Tom HorneΒ 

A blame game between two top state officials threatens to cost Arizona more than $22 million in federal COVID relief money for education.

An assistant to Republican state Superintendent of Public Instruction Tom Horne sent letters accusing Democratic Gov. Katie Hobbs of removing his department's authority to administer Emergency Assistance to Non-Public School grants.

"This means that the Arizona Department of Education no longer has the ability to draw EANS funds from the U.S. Department of Education's system to make payments under your contract with us,'' wrote Steven Paulson, chief procurement officer in Horne's department.

Paulson told recipients to contact the Governor's Office and ask how it intends to fulfill the requirements of the grant.

But Hobbs, in a letter Friday to Horne, said it was the U.S. Department of Education that lifted the authority of Horne's agency to administer the funds after it failed to meet certain deadlines. That moved the money over to her office, she said.

Hobbs said her Office of Strategic Planning and Budgeting can't disburse the money, however, because Horne's office hasn't provided the necessary details about what grants have been awarded. She is asking Horne to sign an agreement to have them work together to fulfill the grants.

Paying the existing obligations is only part of the problem.

The state Department of Education says it had so far been unable to allocate the bulk of the funds because no one had applied for them. Now, with the governor taking control, there is no way for the agency to find a way to give them out, Horne's office says.

Time is running out: Hobbs said $6 million of the total will be taken back by the feds if not allocated by the end of the month; Horne's office pegs the amount immediately at risk at $13.9 million.

Horne has a different take than Hobbs on the whole thing.

"Every word in the governor’s letter is a lie, including 'the' and 'and,' '' he said in his own statement Friday about her letter to him.

Nor does Horne intend to sign any agreement.

"Due to her own actions, the governor now needs to take care of this problem, and not pass the buck to the Department of Education,'' he said.

"She arranged for the federal government to change the fiscal agent from the (state) Department of Education to the governor,'' Horne said. "The Arizona Department of Education has no ability to pay anyone for work done, or to authorize further work, because the governor has now become the fiscal agent.''

The money in question was specifically earmarked for non-public schools, with a focus on those with at least 20% of their students from low-income families said to be most impacted by the pandemic.

Only nonprofit schools that existed prior to March 13, 2020 are eligible. The schools also cannot have sought loans under the Paycheck Protection Program.

Eligible expenses include everything from personal protection equipment and sanitizing supplies to paying reasonable transportation costs and maintaining remote or hybrid instruction. Money could go directly to schools or to private contractors to provide the services.

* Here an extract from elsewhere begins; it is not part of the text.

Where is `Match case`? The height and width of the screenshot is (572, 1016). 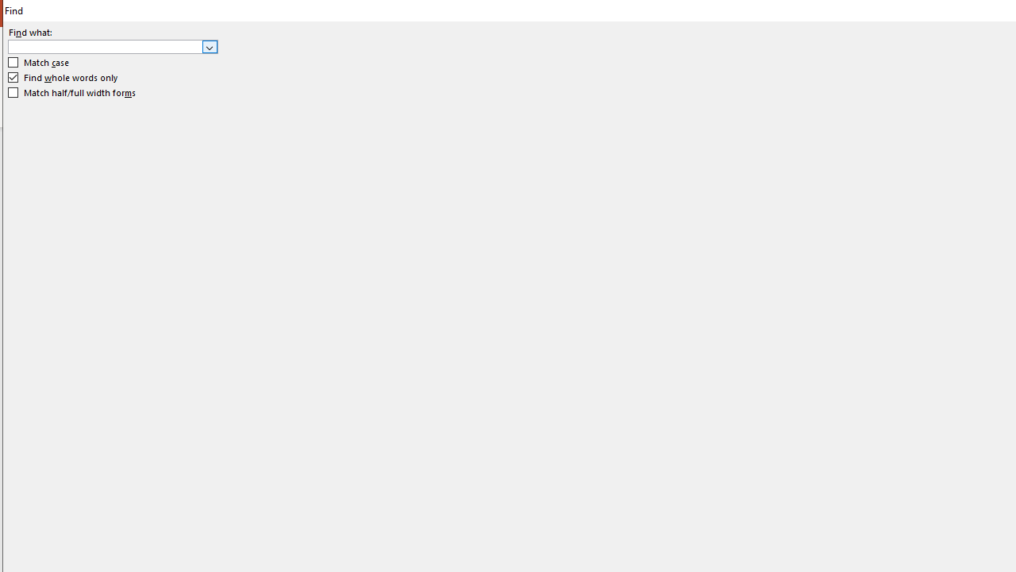 Match case is located at coordinates (40, 63).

According to Hobbs, Arizona got nearly $109 million, with $22.3 million still unallocated.

There's a Sept. 30 deadline to allocate what Horne's office says is nearly $14 million of thatΒ β€” $6 million according to HobbsΒ β€” or forfeit it. The balance has to be used by Sept. 30, 2024.

"If you fail to fulfill your duties as superintendent by cooperating with my office, money that should be spent in Arizona to educate our children will be distributed to other states,'' Hobbs wrote to Horne.

Horne's aides, however, said such an agreement is a moot point. They said once the Governor's Office took back the money, it became the fiscal agent solely responsible for distributing it.

Hobbs is painting all of this as political, accusing Horne in a separate statement of "a gross dereliction of duties.''

"For months, Superintendent Horne has played political games while my administration has fought to deliver millions of dollars of funding to Arizona schools,'' the governor said. "This must end. Horne needs to put his partisan politics aside and do what's right for the education of Arizona's children.''

Hobbs said that Horne is not following federal law and "is sending a clear message that he believes his politics are more important than giving every Arizona student the education they need to thrive.''

Complicating the matter is that while the federal law gives the dollars to the state through the Governor's Office, the state Department of Education is supposed to be the fiscal agent. That requires a certain degree of cooperation between the two, cooperation that both sides say has been missing.

Horne called the governor's statement about the need to spend the money to educate children "hypocritical.''

He pointed out that early in her administration, Hobbs canceled about $210 million in COVID grants that Doug Ducey, her Republican predecessor, had awarded in his last days in office at the end of 2022. That included $75 million to continue a summer school program for a second year.

Horne said those dollars would have helped students improve reading and math.

But Hobbs said at the time the money was awarded illegally, without competitive bidding, and she laterΒ reallocated the funds.